Parental Availability of Support and Frequency of Contact: The Reports of Youth in Residential Care

Shalhevet Attar-Schwartz
The School of Social Work and Social Welfare, The Hebrew University of Jerusalem

The symposium presents the findings of a large-scale study mapping the perceived social support of youth in Israeli educational residential care settings (youth villages) from their nuclear and extended family, peers and residential care setting staff and their overall level of perceived social network sufficiency. Self-report questionnaires were completed by more than 1400 adolescents in grades 8 to 12, residing in sixteen educational residential care settings for youth from underprivileged backgrounds. Each of the presentations in this symposium will focus on a different aspect of social support reported by the youth. The study was supported and conducted in collaboration with the Israeli Public Forum for Youth Villages and Boarding Schools for Children at-Risk and with the Education Ministry`s Administration for Rural Education and Youth Immigration.

Paper 1 in the Symposium

Presenter: Shalhevet Attar-Schwartz

Abstract: Social work policies emphasize the importance of encouraging parent-child contact to enhance the well-being of children in care. However, there is little research on the frequency and quality of contact between adolescents in residential care settings (RCSs) and their mothers and fathers. Research based on the self-reports of youth in RCSs is also limited. This study examined the self-reports of youth in RCSs on the perceived support from their parents and their in-person and phone contact with them. A range of correlates and the moderating role of marital status in the link between gender and contact were examined. The study was based on a random cluster sample of 1,409 youth, in grades 8 to 12, in Israeli educational RCSs for youth from underprivileged backgrounds. Adolescents completed a structured questionnaire. The findings show that, overall, adolescents reported more perceived support and more frequent contact with mothers, though fathers were perceived to be involved fairly highly in their lives. Adolescents from divorced-parent families and those whose parents lived farther away from the RCS reported less frequent and supportive contact. Overall, immigrant adolescents reported less frequent contact. Among youth from divorced-parent families, boys reported significantly higher levels of support and phone contact with fathers, but among adolescents from intact families, the gender gap was insignificant. Identifying groups of youth at risk for poorer contact with parents has implications for pre-placement decisions and for designing interventions to enhance child-parent contact while in care.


Find the number of lines below in which the word "domain" occurs. Write only that number.
•••••
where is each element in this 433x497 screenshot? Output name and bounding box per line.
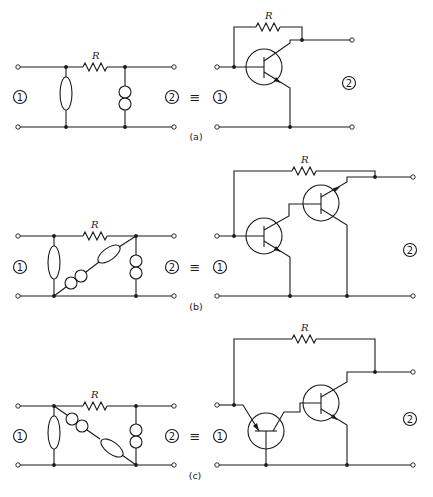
panel-b-right-circuit: R 1 2 [214, 154, 417, 298]
equivalence-sign: ≡ [190, 90, 201, 105]
panel-c-left-network: R 1 2 [14, 389, 179, 467]
resistor-icon [292, 335, 316, 343]
double-circle-element-icon [119, 86, 131, 98]
port-2-label: 2 [407, 414, 413, 425]
resistor-label: R [90, 219, 99, 230]
port-2-label: 2 [407, 245, 413, 256]
port-2-label: 2 [169, 431, 175, 442]
ellipse-element-icon [48, 416, 60, 449]
ellipse-element-icon [60, 77, 72, 110]
port-1-label: 1 [17, 431, 23, 442]
resistor-label: R [90, 389, 99, 400]
resistor-icon [292, 167, 316, 175]
panel-b-left-network: R 1 2 [14, 219, 179, 298]
port-1-label: 1 [217, 92, 223, 103]
port-2-label: 2 [169, 92, 175, 103]
ellipse-element-icon [98, 436, 126, 461]
panel-label: (a) [189, 131, 202, 142]
resistor-label: R [300, 154, 309, 165]
panel-c-right-circuit: R 1 2 [214, 322, 417, 467]
port-1-label: 1 [217, 431, 223, 442]
port-1-label: 1 [17, 262, 23, 273]
circuit-figure: R 1 2 ≡ (a) [0, 0, 433, 497]
panel-a: R 1 2 ≡ (a) [14, 10, 356, 142]
ellipse-element-icon [48, 246, 60, 279]
panel-c: R 1 2 ≡ (c) [14, 322, 417, 481]
resistor-icon [83, 232, 107, 240]
port-1-label: 1 [217, 262, 223, 273]
panel-a-left-network: R 1 2 [14, 50, 179, 129]
port-1-label: 1 [17, 92, 23, 103]
double-circle-element-icon [130, 424, 142, 436]
panel-a-right-circuit: R 1 2 [214, 10, 356, 129]
double-circle-element-icon [130, 255, 142, 267]
equivalence-sign: ≡ [190, 429, 201, 444]
panel-label: (b) [189, 301, 202, 312]
ellipse-element-icon [95, 242, 123, 267]
panel-b: R 1 2 ≡ (b) [14, 154, 417, 312]
resistor-label: R [300, 322, 309, 333]
panel-label: (c) [189, 470, 202, 481]
port-2-label: 2 [169, 262, 175, 273]
resistor-label: R [264, 10, 273, 21]
resistor-icon [83, 402, 107, 410]
resistor-icon [256, 23, 280, 31]
resistor-icon [83, 63, 107, 71]
equivalence-sign: ≡ [190, 260, 201, 275]
resistor-label: R [91, 50, 100, 61]
port-2-label: 2 [346, 78, 352, 89]
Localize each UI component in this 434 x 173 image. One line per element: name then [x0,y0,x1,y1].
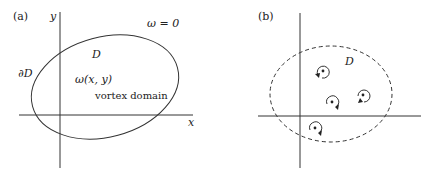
boundary-label: ∂D [18,67,33,80]
domain-label: D [91,48,101,61]
rotation-arrow-icon [315,73,320,78]
figure: (a) y x ω = 0 D ∂D ω(x, y) vortex domain… [0,0,434,173]
y-axis-label: y [49,10,57,23]
rotation-arrow-icon [335,104,339,110]
panel-a-label: (a) [13,10,28,23]
vorticity-label: ω(x, y) [75,73,112,86]
point-vortex-2 [327,96,339,110]
x-axis-label: x [188,116,195,129]
rotation-arrow-icon [318,130,322,136]
panel-b-label: (b) [258,10,274,23]
panel-b: (b) D [258,10,421,168]
domain-label: D [344,55,354,68]
point-vortex-1 [315,66,329,78]
rotation-arrow-icon [358,98,363,103]
panel-a: (a) y x ω = 0 D ∂D ω(x, y) vortex domain [13,10,195,168]
vortex-domain-boundary [20,19,191,154]
point-vortex-3 [358,90,370,103]
omega-zero-label: ω = 0 [147,17,179,30]
domain-boundary-dashed [270,46,392,142]
point-vortex-4 [310,122,322,136]
vortex-domain-caption: vortex domain [94,90,168,101]
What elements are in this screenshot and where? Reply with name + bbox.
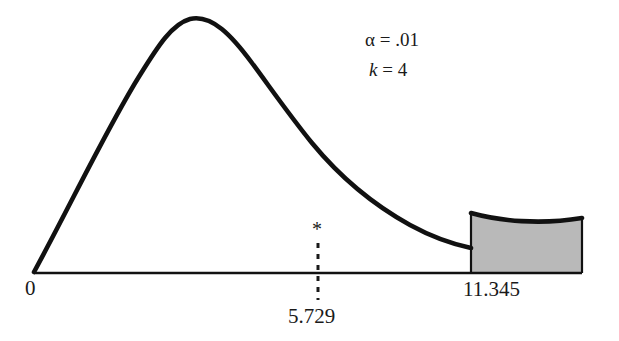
- chi-square-distribution-figure: * α = .01 k = 4 0 11.345 5.729: [0, 0, 619, 341]
- axis-label-critical-value: 11.345: [463, 279, 520, 300]
- distribution-plot: [0, 0, 619, 341]
- axis-label-origin: 0: [25, 278, 36, 299]
- test-statistic-asterisk: *: [312, 219, 322, 239]
- axis-label-test-statistic: 5.729: [288, 306, 335, 327]
- chi-square-density-curve: [34, 18, 471, 272]
- alpha-annotation: α = .01: [365, 30, 419, 49]
- degrees-of-freedom-annotation: k = 4: [369, 60, 407, 79]
- k-value-text: = 4: [377, 59, 407, 80]
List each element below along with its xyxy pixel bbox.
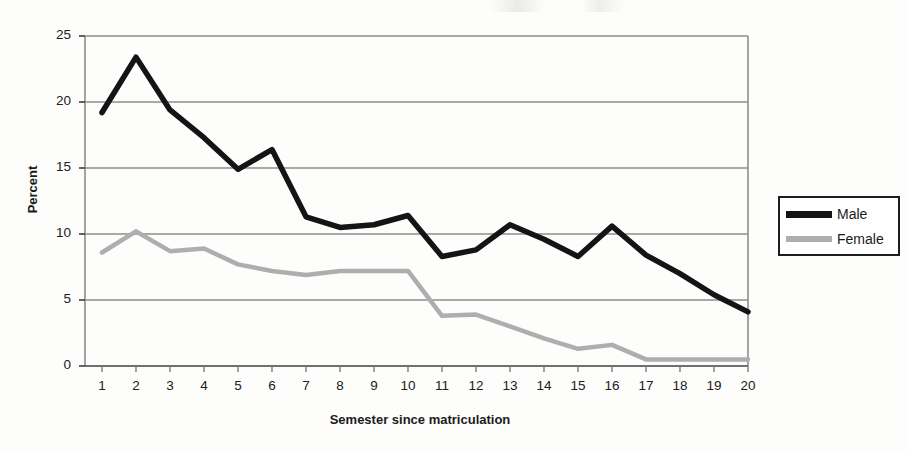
x-tick-label: 4	[189, 378, 219, 393]
x-tick-label: 17	[631, 378, 661, 393]
x-tick-label: 16	[597, 378, 627, 393]
x-tick-label: 2	[121, 378, 151, 393]
x-tick-label: 5	[223, 378, 253, 393]
x-tick-label: 8	[325, 378, 355, 393]
legend-item-female: Female	[786, 227, 884, 251]
x-tick-label: 13	[495, 378, 525, 393]
y-tick-label: 25	[37, 27, 71, 42]
x-tick-label: 3	[155, 378, 185, 393]
legend-item-male: Male	[786, 202, 867, 226]
legend-line-female-icon	[786, 236, 832, 242]
x-tick-label: 18	[665, 378, 695, 393]
chart-legend: Male Female	[778, 196, 900, 256]
legend-label-female: Female	[837, 232, 884, 246]
x-tick-label: 14	[529, 378, 559, 393]
y-tick-label: 0	[37, 357, 71, 372]
x-tick-label: 19	[699, 378, 729, 393]
legend-label-male: Male	[837, 207, 867, 221]
series-line-male	[102, 57, 748, 312]
y-tick-label: 20	[37, 93, 71, 108]
x-tick-label: 10	[393, 378, 423, 393]
series-line-female	[102, 231, 748, 359]
x-tick-label: 9	[359, 378, 389, 393]
y-tick-label: 10	[37, 225, 71, 240]
x-tick-label: 15	[563, 378, 593, 393]
x-tick-label: 7	[291, 378, 321, 393]
x-tick-label: 20	[733, 378, 763, 393]
chart-figure: Percent Semester since matriculation 051…	[0, 0, 908, 452]
y-tick-label: 5	[37, 291, 71, 306]
legend-line-male-icon	[786, 211, 832, 218]
x-tick-label: 6	[257, 378, 287, 393]
x-tick-label: 12	[461, 378, 491, 393]
x-tick-label: 1	[87, 378, 117, 393]
x-tick-label: 11	[427, 378, 457, 393]
x-axis-title: Semester since matriculation	[270, 412, 570, 427]
y-tick-label: 15	[37, 159, 71, 174]
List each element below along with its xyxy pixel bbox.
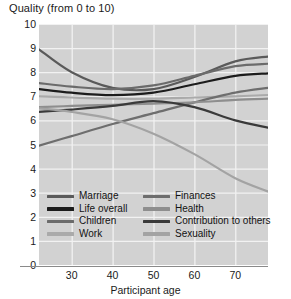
x-axis-tick-label: 40 — [107, 269, 119, 281]
legend-label: Marriage — [79, 191, 118, 201]
x-axis-line — [20, 266, 268, 267]
legend-item[interactable]: Contribution to others — [143, 215, 271, 228]
x-axis-tick-label: 60 — [189, 269, 201, 281]
x-axis-tick-labels: 3040506070 — [0, 269, 291, 283]
legend-swatch-icon — [143, 207, 170, 211]
legend-label: Health — [175, 204, 204, 214]
legend-item[interactable]: Life overall — [47, 203, 143, 216]
legend-swatch-icon — [143, 195, 170, 199]
y-axis-tick-label: 7 — [0, 91, 36, 101]
legend-item[interactable]: Work — [47, 228, 143, 241]
x-axis-tick-label: 70 — [229, 269, 241, 281]
legend-label: Work — [79, 229, 102, 239]
legend-item[interactable]: Marriage — [47, 190, 143, 203]
legend-label: Sexuality — [175, 229, 216, 239]
y-axis-tick-label: 6 — [0, 115, 36, 125]
y-axis-tick-label: 1 — [0, 236, 36, 246]
chart-root: Quality (from 0 to 10) 012345678910 3040… — [0, 0, 291, 299]
y-axis-tick-label: 8 — [0, 67, 36, 77]
legend-swatch-icon — [143, 232, 170, 236]
y-axis-tick-label: 2 — [0, 212, 36, 222]
legend-swatch-icon — [47, 232, 74, 236]
x-axis-tick-label: 30 — [66, 269, 78, 281]
legend-item[interactable]: Finances — [143, 190, 271, 203]
legend-label: Contribution to others — [175, 216, 271, 226]
legend-item[interactable]: Children — [47, 215, 143, 228]
legend-swatch-icon — [47, 220, 74, 224]
x-axis-tick-label: 50 — [148, 269, 160, 281]
chart-legend: MarriageFinancesLife overallHealthChildr… — [47, 190, 268, 240]
y-axis-tick-label: 3 — [0, 188, 36, 198]
legend-label: Finances — [175, 191, 216, 201]
legend-swatch-icon — [47, 195, 74, 199]
legend-swatch-icon — [143, 220, 170, 224]
legend-label: Life overall — [79, 204, 127, 214]
legend-item[interactable]: Sexuality — [143, 228, 271, 241]
legend-swatch-icon — [47, 207, 74, 211]
x-axis-title: Participant age — [0, 284, 291, 296]
y-axis-tick-label: 4 — [0, 164, 36, 174]
y-axis-tick-label: 9 — [0, 43, 36, 53]
legend-item[interactable]: Health — [143, 203, 271, 216]
y-axis-tick-label: 10 — [0, 19, 36, 29]
legend-label: Children — [79, 216, 116, 226]
y-axis-tick-label: 5 — [0, 140, 36, 150]
y-axis-tick-labels: 012345678910 — [0, 0, 36, 299]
•••••
* [Expected answer]
7